In spite of the deadly cargo rained down over the town by the Nazis, there were thankfully no fatalities and few casualties , as the occupants of several houses had remarkable escapes and the damage done to the town was slight.

The most startling damage was at one Southampton residence where a huge crater, 25 feet in diameter, was made in the back garden of a large house in a suburb.

The bomb wrecked the back of the dwelling, smashed two green-houses, demolished a substantial brick wall, and threw large lumps of earth high over one of the greenhouses. Remarkably the three persons inside the house, who were having tea at the time, escaped without a scratch. Speaking to the Daily Echo at the time, one of them said, "No sooner had we heard a screaming sound than we found ourselves on the floor. Whether we threw ourselves there instinctively, or were hurled by the blast I cannot say. Although the windows were blown in and a part of the wall fell down, we were, to our great surprise, unhurt."

Despite escaping with her life, the housewife was far more concerned with the damage the Fuhrer had caused to her vegetable patch. "Hitler has spaded my potato crop and just look at all my ‘bombfall’ apples!” the lady exclaimed, pointing to the bomb-blasted fruit strewn across her garden.

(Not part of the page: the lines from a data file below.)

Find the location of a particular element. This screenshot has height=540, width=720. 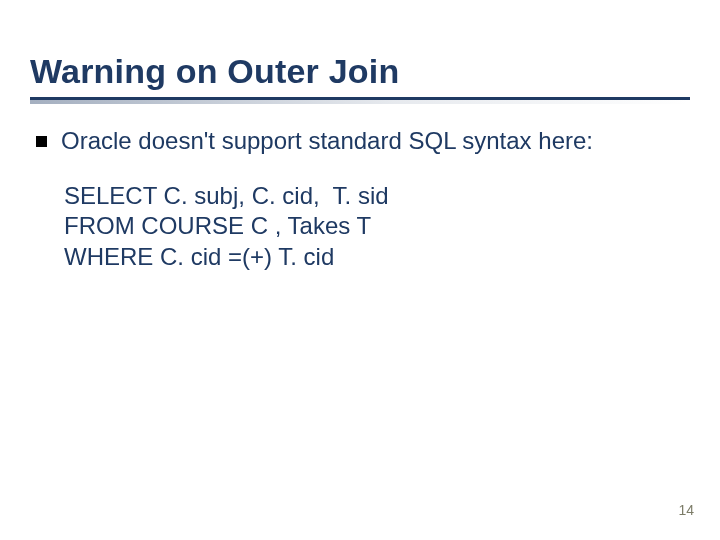

bullet-item: Oracle doesn't support standard SQL synt… is located at coordinates (353, 142).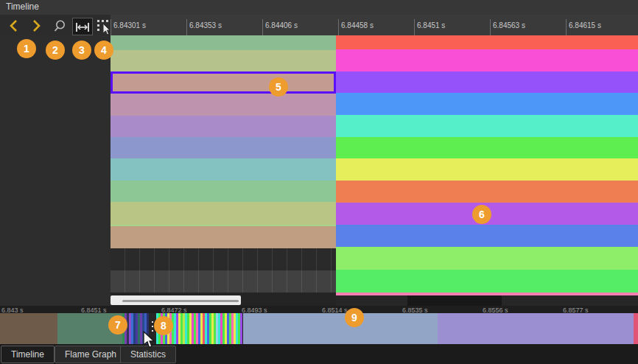 The width and height of the screenshot is (638, 364). I want to click on bottom-tabbar: TimelineFlame GraphStatistics, so click(319, 354).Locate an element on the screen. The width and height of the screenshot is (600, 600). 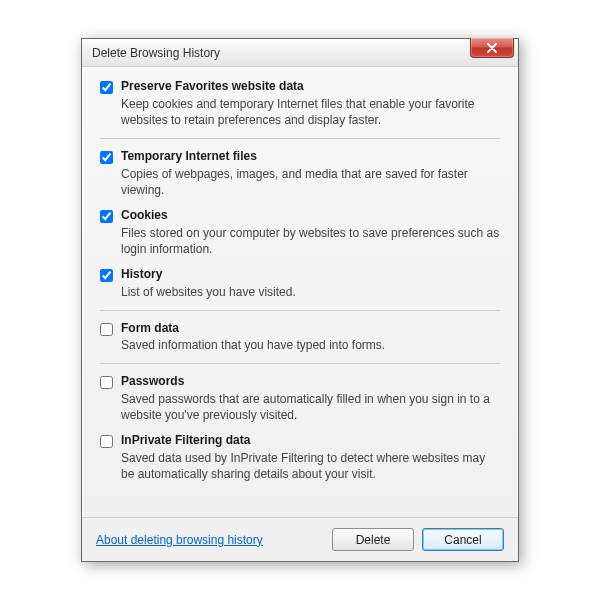
window-title: Delete Browsing History is located at coordinates (156, 53).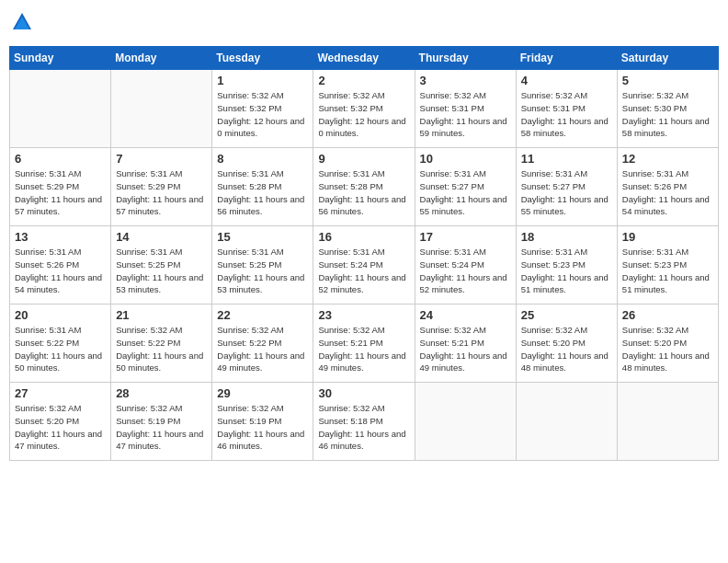  What do you see at coordinates (364, 188) in the screenshot?
I see `week-row-2: 6Sunrise: 5:31 AM Sunset: 5:29 PM Daylig…` at bounding box center [364, 188].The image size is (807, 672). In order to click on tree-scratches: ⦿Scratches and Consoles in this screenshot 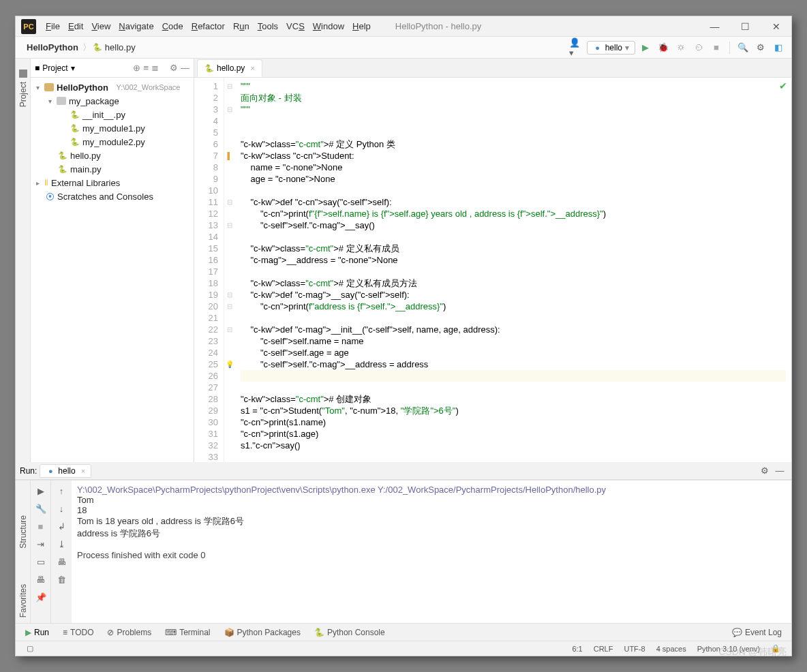, I will do `click(112, 196)`.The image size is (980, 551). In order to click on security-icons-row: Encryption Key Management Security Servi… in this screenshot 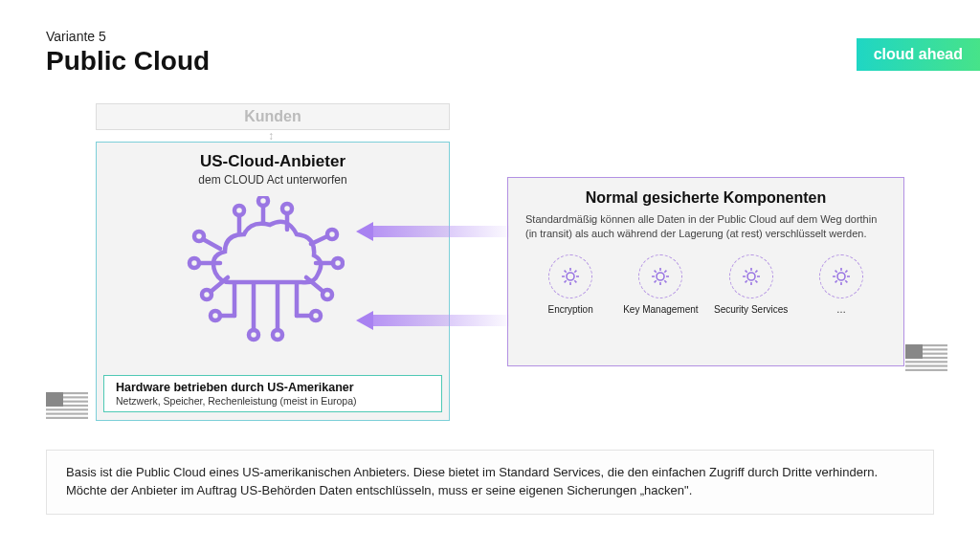, I will do `click(706, 285)`.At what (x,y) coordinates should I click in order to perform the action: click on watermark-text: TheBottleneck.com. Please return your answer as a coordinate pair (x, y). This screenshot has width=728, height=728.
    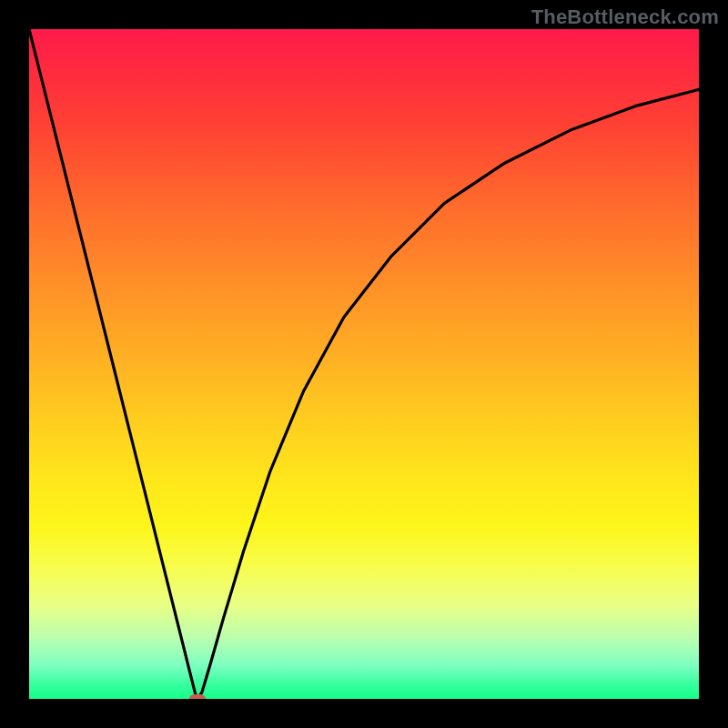
    Looking at the image, I should click on (625, 17).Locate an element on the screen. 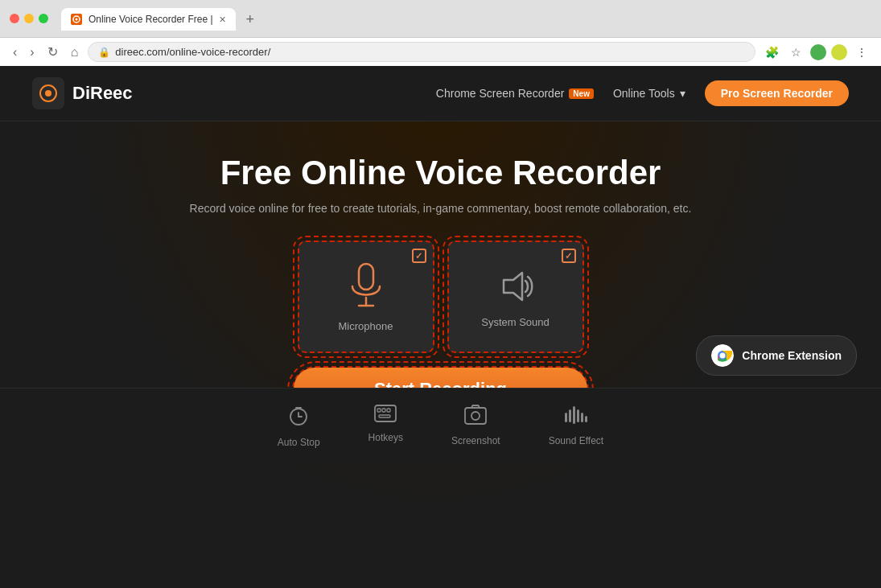  tab-title: Online Voice Recorder Free | is located at coordinates (151, 19).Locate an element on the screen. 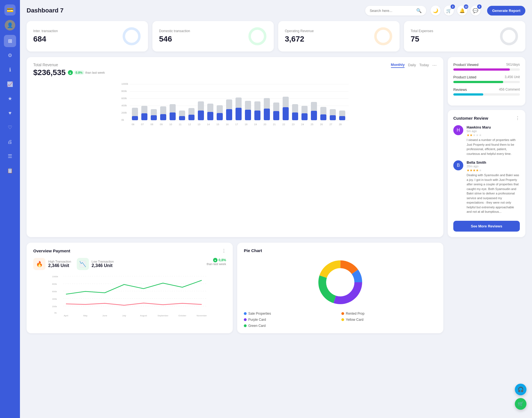  svg-text: October is located at coordinates (182, 316).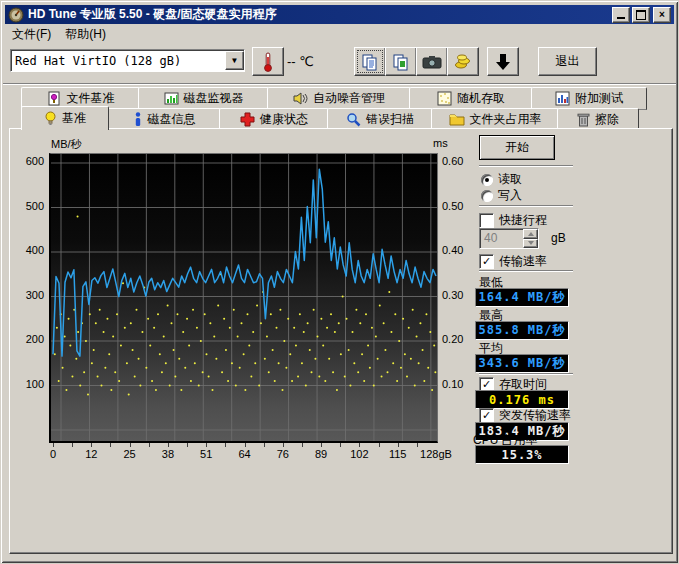 The width and height of the screenshot is (679, 564). I want to click on tab-error-scan: 错误扫描, so click(380, 119).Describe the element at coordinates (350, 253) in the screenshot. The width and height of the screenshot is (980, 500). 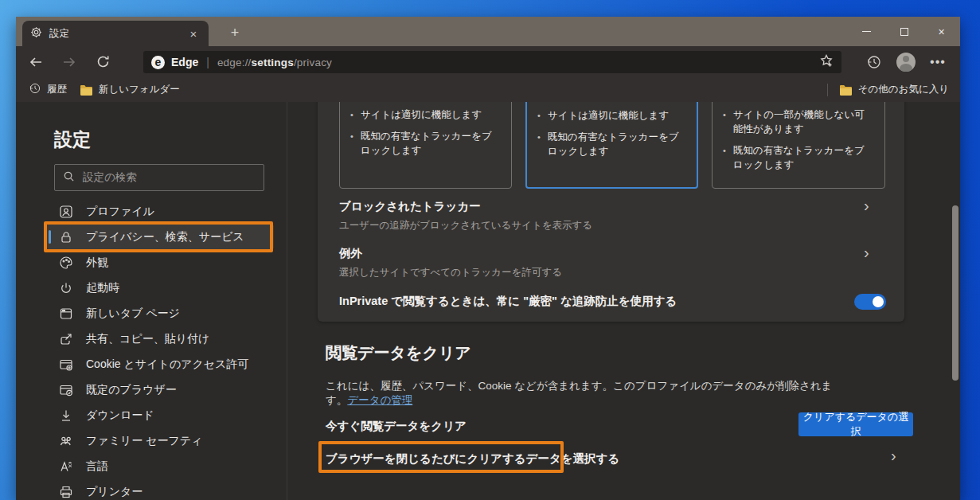
I see `exceptions-row: 例外` at that location.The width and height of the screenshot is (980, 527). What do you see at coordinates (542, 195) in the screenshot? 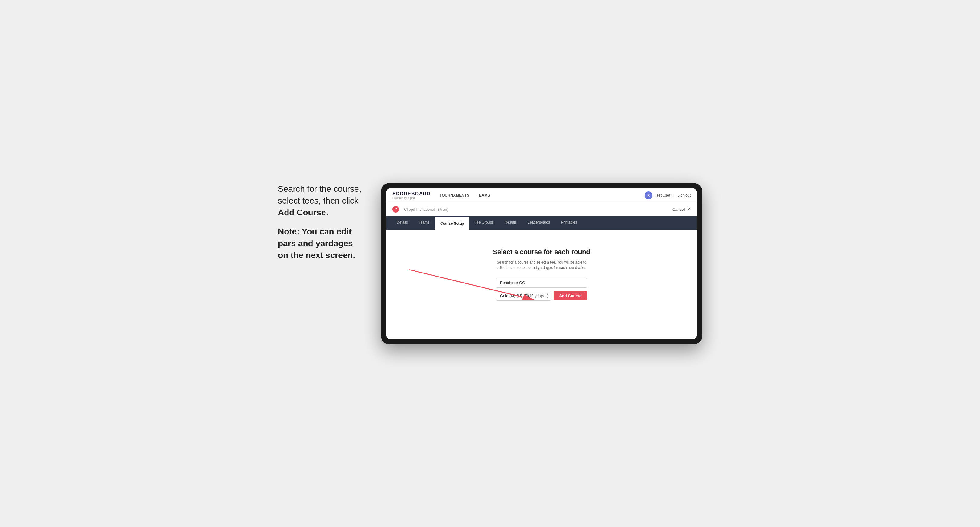
I see `main-nav: TOURNAMENTS TEAMS` at bounding box center [542, 195].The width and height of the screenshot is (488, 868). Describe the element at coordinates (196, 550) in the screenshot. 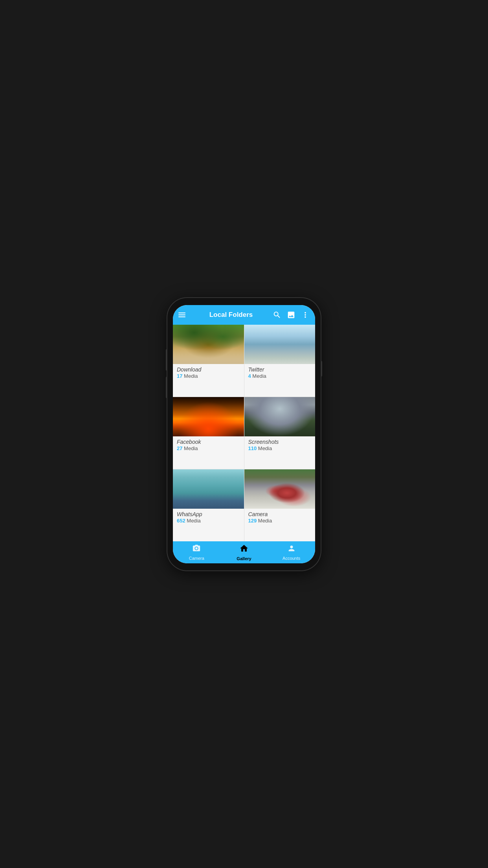

I see `camera-nav-icon` at that location.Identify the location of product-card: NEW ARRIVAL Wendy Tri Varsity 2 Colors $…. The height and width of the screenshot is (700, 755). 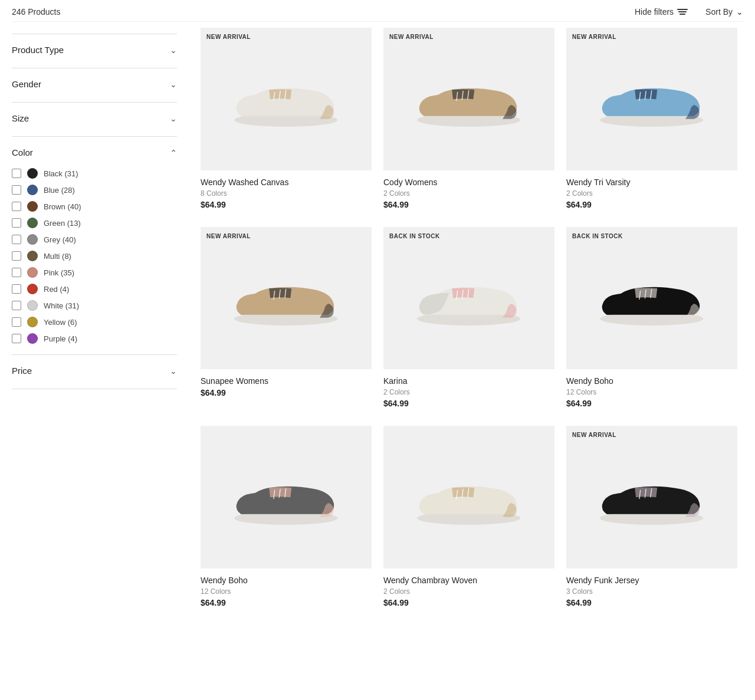
(652, 127).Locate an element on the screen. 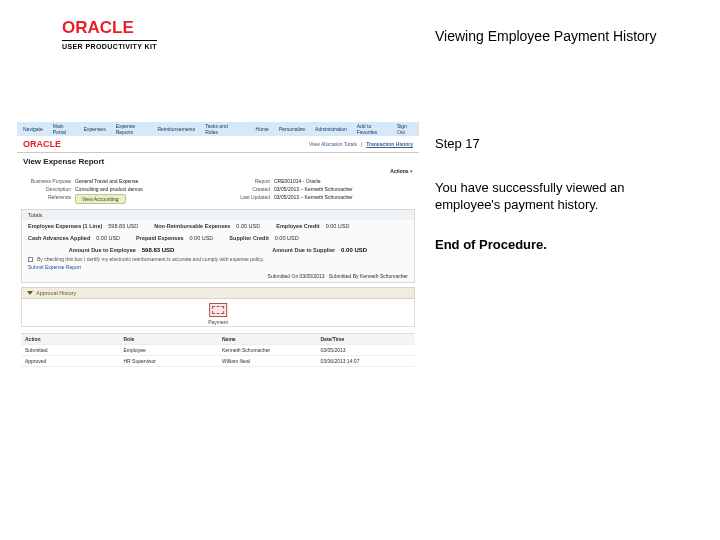  sign-out-link: Sign Out is located at coordinates (405, 129).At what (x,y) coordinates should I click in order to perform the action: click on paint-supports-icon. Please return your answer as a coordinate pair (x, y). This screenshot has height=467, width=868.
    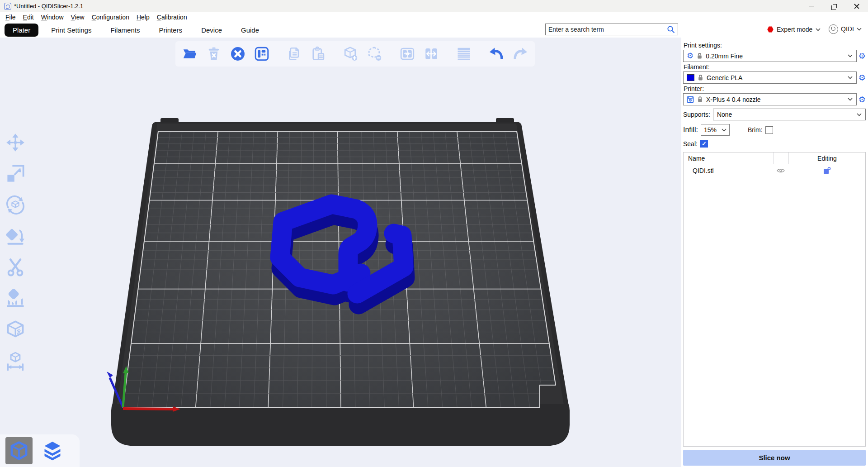
    Looking at the image, I should click on (15, 299).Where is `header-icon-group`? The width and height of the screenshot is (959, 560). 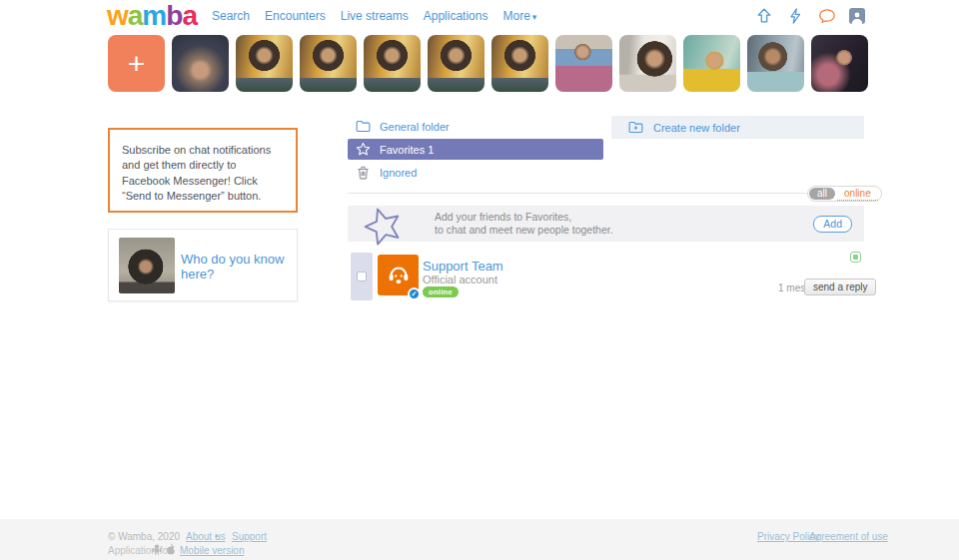 header-icon-group is located at coordinates (810, 16).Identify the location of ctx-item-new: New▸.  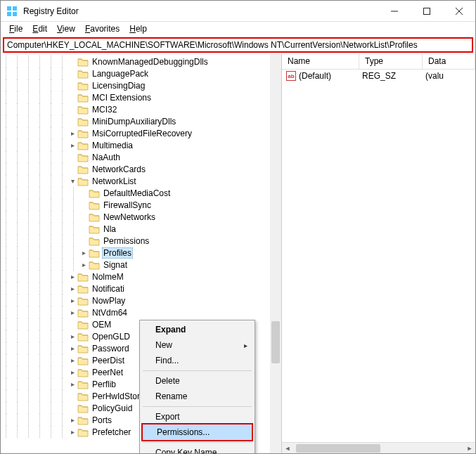
(197, 345). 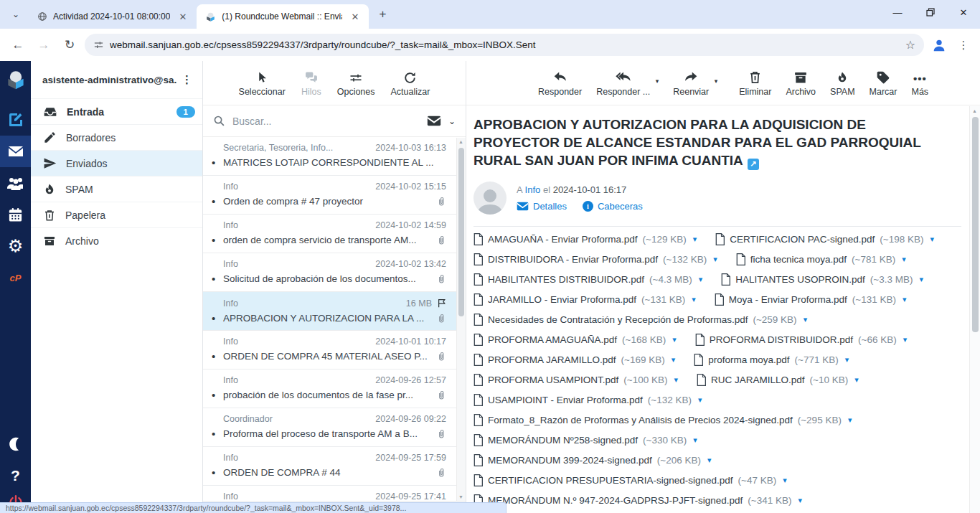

The crater was only about 10 yards from the room in which the occupants were taking tea, and it is thought that a brick wall, which was partly demolished, saved them from the full effect of the blast. Apples were shaken from trees in vast quantities, and a vine in one of the greenhouses was destroyed. "Our coal is under there," said one of the occupants, pointing to a pile of debris.

The great value of Anderson shelters was again demonstrated in another suburb, where a bomb which fell only five yards from the shelter, demolishing the rear of the house and making a huge crater, caused no injury at all to three occupants of the shelter.

The wife of the occupier and her three years old son had been joined in the shelter by her next-door neighbour, who had returned from Australia five weeks ago. "We heard the scream of a bomb and a loud explosion, but had no idea until we came out of the shelter that the house was so badly damaged." she said. "It is the finest advertisement for an Anderson shelter that you could imagine. “Beyond being covered with dust, we were untouched. My little boy’s great concern was for his toy train.”

The bomb ripped off the back of the house and sent furniture hanging crazily from wrecked rooms that were left exposed by the blast. The Daily Echo also reported than an incendiary bomb had fallen on a tram track in the centre of a roadway in the heart of the town, but fortunately without serious consequence.